Lebron and the fadeaway that rewrote a record—then a quiet scare in Denver

The arena sound tightened in the first quarter as lebron rose into a fadeaway he has shaped over decades. The shot fell against the Denver Nuggets, and in that instant the Los Angeles Lakers star became the NBA’s all-time leader in career field goals made—one more milestone in a career that has spent 23 seasons stretching the sport’s record book.
How did Lebron become the NBA’s all-time leader in field goals made?
On Thursday night (ET), LeBron James set the record in the first quarter against Denver with a fadeaway shot. By the end of the night, his career field goals made total stood at 15, 842, moving him past Kareem Abdul-Jabbar, who finished his 20-year NBA career with 15, 837 made field goals—most of them with the Lakers.
The record adds to a growing list of categories in which James has moved ahead of Abdul-Jabbar. He has already passed him in minutes, field goals attempted, and points scored.
What happened after the record—was the elbow injury serious?
The night carried a jolt of uncertainty in the fourth quarter when James went down with an apparent elbow injury. For a few minutes, the game’s mood shifted from celebration to concern. It turned out not to be serious, and he returned minutes later.
James finished with 16 points, 8 assists, 5 rebounds, and 3 steals. The Lakers, though, lost 120-113 to the Nuggets, a result that snapped a three-game win streak even as the record was secured.
Why does this milestone matter, even in a loss?
Records can land with fireworks or with a single quiet possession that looks like any other—until the scoreboard confirms it meant something permanent. This one came on a familiar kind of shot, a fadeaway, and it put James alone at the top of a core measure of sustained scoring: turning attempts into points through made field goals, season after season.
The moment also echoed an earlier landmark. James set the points record in 2023 during a 133-130 loss to the Oklahoma City Thunder, hitting the historic shot on a fadeaway at the end of the third quarter without needing the entire game to do it. Thursday’s achievement followed that same pattern: history arriving inside the ordinary flow of a game that did not end in celebration.
Over his 23-year career—an NBA record—James has compiled a résumé that includes being a 22-time All-Star, making 21 All-NBA teams, earning six All Defensive team honors, winning the 2007-08 scoring title, taking 2003-04 Rookie of the Year, and winning four NBA championships. His legacy as a future Hall of Famer was secured long ago, yet the milestones keep arriving.
What comes next for lebron as records keep falling?
James has not definitively announced retirement plans. With his contract expiring at the end of the 2025-26 season, some believed he could stop after this year. No announcement has come, leaving open the possibility of a return for a 24th season.
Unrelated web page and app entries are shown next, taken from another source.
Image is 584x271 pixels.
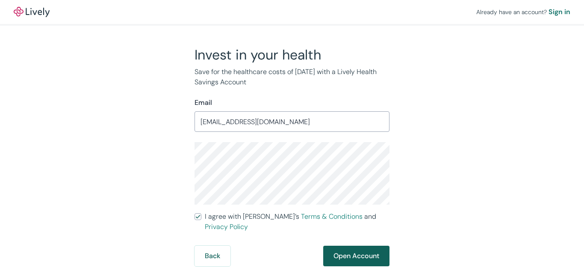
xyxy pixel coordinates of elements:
a: Privacy Policy [205,222,248,231]
div: Already have an account? [476,7,570,17]
label: Email [194,97,212,108]
h2: Invest in your health [194,46,389,63]
button: Open Account [323,245,389,266]
span: I agree with [PERSON_NAME]’s and [205,211,389,232]
button: Back [194,245,230,266]
a: Sign in [548,7,570,17]
p: Save for the healthcare costs of [DATE] with a Lively Health Savings Account [194,67,389,87]
a: Terms & Conditions [301,212,362,221]
a: LivelyLively [14,7,50,17]
img: Lively [14,7,50,17]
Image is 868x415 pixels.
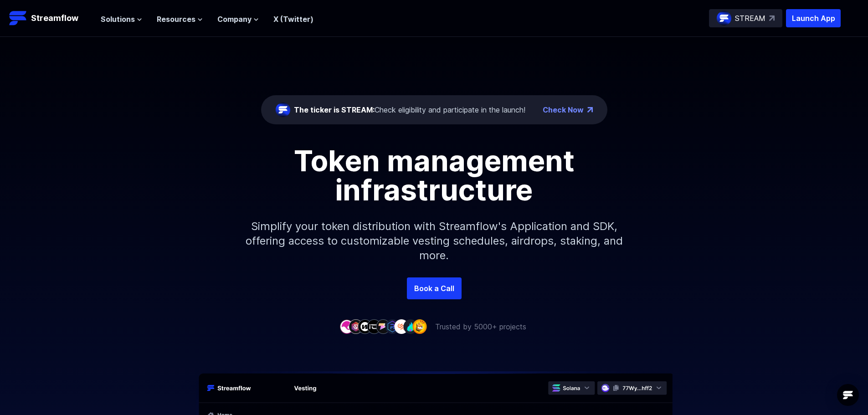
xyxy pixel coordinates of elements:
p: STREAM [735,13,765,23]
img: company-3 [358,319,372,334]
img: company-4 [367,319,382,334]
a: Streamflow [9,9,91,28]
h1: Token management infrastructure [229,147,639,205]
button: Resources [156,13,202,25]
img: company-6 [385,319,399,334]
div: Open Intercom Messenger [837,384,859,406]
a: STREAM [709,9,782,28]
p: Streamflow [31,12,79,25]
a: X (Twitter) [273,15,314,23]
span: Company [217,13,251,25]
div: Check eligibility and participate in the launch! [294,104,525,115]
img: company-9 [412,319,427,334]
img: streamflow-logo-circle.png [275,103,290,117]
span: The ticker is STREAM: [294,106,375,114]
button: Company [217,13,258,25]
img: top-right-arrow.png [587,107,593,113]
img: company-1 [339,319,354,334]
span: Resources [156,13,195,25]
img: company-7 [394,319,409,334]
img: top-right-arrow.svg [769,16,775,21]
button: Launch App [786,9,840,28]
img: company-2 [348,319,363,334]
a: Book a Call [407,278,462,300]
img: company-8 [403,319,418,334]
button: Solutions [101,13,142,25]
a: Check Now [542,104,583,115]
p: Trusted by 5000+ projects [435,322,526,332]
span: Solutions [101,13,135,25]
img: Streamflow Logo [9,9,28,28]
img: company-5 [376,319,390,334]
img: streamflow-logo-circle.png [716,11,731,25]
p: Simplify your token distribution with Streamflow's Application and SDK, offering access to custom... [238,205,630,278]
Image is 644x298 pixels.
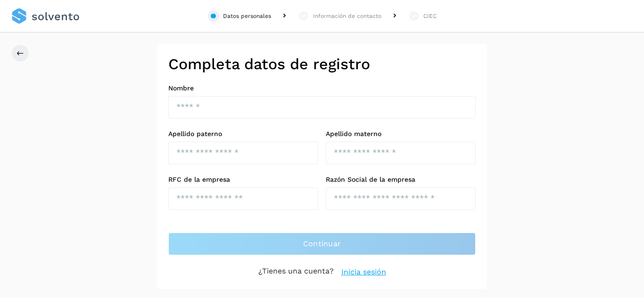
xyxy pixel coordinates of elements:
a: Inicia sesión [341,267,386,278]
p: ¿Tienes una cuenta? [258,267,334,278]
label: Nombre [169,84,476,92]
div: Datos personales [223,12,271,20]
label: Apellido materno [326,130,476,138]
div: CIEC [424,12,436,20]
span: Continuar [303,239,341,250]
label: RFC de la empresa [169,176,318,184]
h2: Completa datos de registro [169,55,476,73]
label: Razón Social de la empresa [326,176,476,184]
label: Apellido paterno [169,130,318,138]
button: Continuar [169,232,476,255]
div: Información de contacto [313,12,382,20]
For now, he continues to produce. This season with the Lakers, James is averaging 21. 6 points, 7 assists, and 5. 6 rebounds per game. Before the 2025-26 season ends, it is described as very likely that he will also hold the record for most games played in NBA history.
In the league’s long argument over greatness, James is described as either the first- or second-best player of all time, with Michael Jordan the only other player presented as having an argument for the top spot. The field goals record does not settle that debate. What it does is add one more piece of evidence to a simpler claim: no player in league history has been this good for this long.
Who sits behind him on the all-time field goals made list?
Thursday’s record also reorders a list filled with iconic names. After James and Abdul-Jabbar, the top 10 in career field goals made stands as:
- LeBron James — 15, 842
- Kareem Abdul-Jabbar — 15, 837
- Karl Malone — 13, 528
- Wilt Chamberlain — 12, 681
- Michael Jordan — 12, 192
- Kobe Bryant — 11, 719
- Shaquille O’Neal — 11, 330
- Dirk Nowitzki — 11, 169
- Kevin Durant — 11, 075
- Elvin Hayes — 10, 976
There is a human story inside that ranking: not just brilliance, but time—seasons stacked without collapse, year after year of turning possessions into points. On Thursday, that story ran through one fadeaway in the first quarter, then through a brief fourth-quarter scare, and ended in a loss that did not erase what the shot meant. The next question—whether lebron chooses to keep adding to the list beyond the 2025-26 season—remains unanswered.